The memory of the small body on the slab still made her chest tighten. The open mouth, the whispers, the black eyes—it was both like and unlike Cedric, and she couldn’t quite wrap her head around that. Maybe her magic had changed, become darker, become somehow worse.
And they wanted her to do it again.
Bastian said he thought that the tragedies in the villages were caused by Mortem. She’d told him it was impossible, but after seeing Horse—Claude, she reminded herself, nose wrinkling—Lore wondered if maybe she didn’t know that much about Mortem after all. Maybe she didn’t really know anything.
As much as she hated the idea of attempting to raise someone from the dead again, the idea of just walking away and letting her failure stand wasn’t an option. Wouldn’t be even if the other option wasn’t the Burnt Isles. Whole villages, whole families, were dead. She’d known that, in the abstract. But to know it and to see it were two different things, and to know that she was apparently the only one who could figure it out was still another.
Her failure felt as damning as blood on her fingers.
And it wasn’t until then—thinking of her failure, of Claude/Horse, of how they collided—that she realized how the two things fit together.
Lore sat bolt-upright in bed. “Shit.”
CHAPTER SEVENTEEN
Nothing binds people together better than desperation.
—Eroccan proverb
Gabe was still awake when Lore burst through her bedroom door, though he’d moved out of the dusty study and was now staring into the fireplace with his usual pensive expression. He’d taken off his shirt and piled his bedding in front of the door, and the flame-light played over the muscled planes of his chest.
He whipped around as her door banged open, brows knit. “Lore?”
She cast a look at the clock on the wall—nearly midnight. Hopefully everyone would be either sleeping or involved in other distracting endeavors. “I have to go back to the vaults.”
“You what?”
Lore shoved her feet into her boots and tied a quick knot in the sash of the dressing gown she’d found in the wardrobe. Perfectly tailored, once again, and a pretty blush-pink that she never would’ve chosen for herself. “The body I raised from the dead today—I channeled Mortem with him the same way I did with the horse.”
She didn’t pause as she spoke, rushing to her boots and shoving her feet into them, moving as quickly as she could. Behind her, Gabe stood slowly from the couch. “I don’t understand the problem.”
“The problem,” Lore said, sitting down hard on the ground to tie her laces, “is that he might wake up, just like the horse did.”
Cedric. Gods, had it happened to Cedric, too? They’d burned him after Lore snapped the strings of Mortem animating his corpse; had he been awake for that, his mouth an open maw like the child in the vaults, a scream with no sound?
Lore didn’t realize she was hyperventilating until Gabe’s hand landed on her shoulder, a calming weight.

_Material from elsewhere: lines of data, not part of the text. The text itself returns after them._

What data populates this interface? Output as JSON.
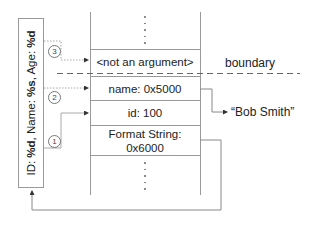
{
  "format_string_box": {
    "prefix_1": "ID: ",
    "spec_1": "%d",
    "prefix_2": ", Name: ",
    "spec_2": "%s",
    "prefix_3": ", Age: ",
    "spec_3": "%d"
  },
  "stack": {
    "rows": [
      {
        "label": "<not an argument>"
      },
      {
        "label": "name: 0x5000"
      },
      {
        "label": "id: 100"
      },
      {
        "label": "Format String:",
        "label2": "0x6000"
      }
    ]
  },
  "pointers": [
    {
      "number": "3",
      "target": "<not an argument>"
    },
    {
      "number": "2",
      "target": "name: 0x5000"
    },
    {
      "number": "1",
      "target": "id: 100"
    }
  ],
  "boundary_label": "boundary",
  "name_target": "“Bob Smith”",
  "colors": {
    "line": "#999999",
    "text": "#222222",
    "arrow": "#333333"
  }
}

She fought to control her breathing as the shirtless Mort knelt in front of her, brow creased in concern.
“But you have to tell a human corpse what to do, right?” he murmured. “It’s not like an animal; he won’t get up and walk around. We can go in the morning.”
“No.” She shook her head. When her eyes closed, she saw Cedric, his body a horror, his eyes open. “No, I have to try and fix it now, I can’t leave him like that. I can’t.”
Gabe looked at her, his one eye searching both of hers. Then he nodded, once.
Lore made for the door, not giving him time to change his mind. Gabe cursed at her speed, grabbing a shirt and pulling it over his head, hopping on one foot to tie his boots. “Slow down, Lore, it’s not—”
“I have to fix it before August or Anton sees.” She wasn’t sure why. But she knew, with that same deep, primordial sense that told her how to raise the dead, that neither the King nor the Priest should see what her magic could really do. Horse was one thing, humans another.
And even though the body on the slab would never be truly alive again—never truly conscious—the thought of leaving him alone in the dark turned her stomach.
“No one should’ve been in the vaults since you and August and Anton left, other than the Sacred Guard,” Gabe said, nearly toppling over as he tied his second boot. He hadn’t quite managed to pull his shirt all the way down in his attempt to catch up with her, and the hem was caught high on his rib, showing a distracting amount of abdomen. “They aren’t a place you visit casually. If he woke up, no one will have seen.”